The two skippers abandoned the shattered hulks of their boats. In the life rafts they held a muster. One man was missing and six men were wounded. Amazingly, the engineers of the watch on both boats survived, though they had been stationed right over blasts so powerful that heavy storage batteries had whizzed by them to land on the forecastle.
The sailors paddled shoreward. German planes were raiding the beach at that moment, and shrapnel from the antiaircraft barrage rained down on the rafts.
Shortly after midnight, the sailors landed on a rocky point chosen by the skippers because it looked least likely to be land mined. Lieut. Gallagher picked his way through a barbed-wire barricade along the beach and found a deserted and partly destroyed fisherman’s cottage where the sailors lay low for the rest of the night, not knowing whether they had landed in friendly or enemy territory.
Soon after dawn the skippers made a tentative venture into the open. Half a mile from the cottage they ran into soldiers—American soldiers—who took over the wounded men and guided the other sailors to a Navy beachmaster who gave them a boat ride back to their base.
A week later, on August 24th, task-force commander Rear Admiral L. A. Davidson heard that the Port-de-Bouc in the Gulf of Fos, west of Marseilles and at the mouth of the Rhone Delta, had been captured by the French Underground. He ordered minesweepers to clear the gulf, and he sent Capitaine de Frégate M. J. B. Bataille, French naval liaison officer on his staff, to scout the shore around the harbor. Capt. Bataille rode to the gulf in Lieut. Bayard Walker’s ill-fated PT 555.

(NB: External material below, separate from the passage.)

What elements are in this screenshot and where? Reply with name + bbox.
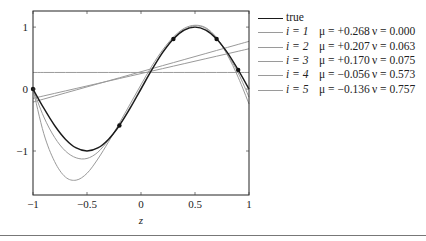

The boat passed the minesweepers and came close aboard an American destroyer whose skipper notified Lieut. Walker that coastal shore batteries were still shooting near the mouth of the Gulf of Fos.
Lieut. Bayard reported: “It was decided that we could enter the Gulf of Fos, despite fire from enemy coastal batteries, since we presented such a small target.”
So—as he put it—they “entered the bay cautiously.”
One wonders how you go about entering a mine-filled bay, by an enemy shore battery, “cautiously.”
The crew saw the French flag flying in a dozen places on the beach, and landed at Port-de-Bouc where they were welcomed by a cheering crowd, waving little French flags. Capt. Bataille met a fellow officer, French Navy Lieut. Granry, who had parachuted into the area several weeks before, in civilian clothes, and had organized a resistance cell to prevent demolition of the port when the Germans retreated. After a pleasant half-hour ashore, gathering information (Lieut. Walker spoke excellent French), the party re-embarked, set a two-man watch on the bow, and headed for sea at 29 knots.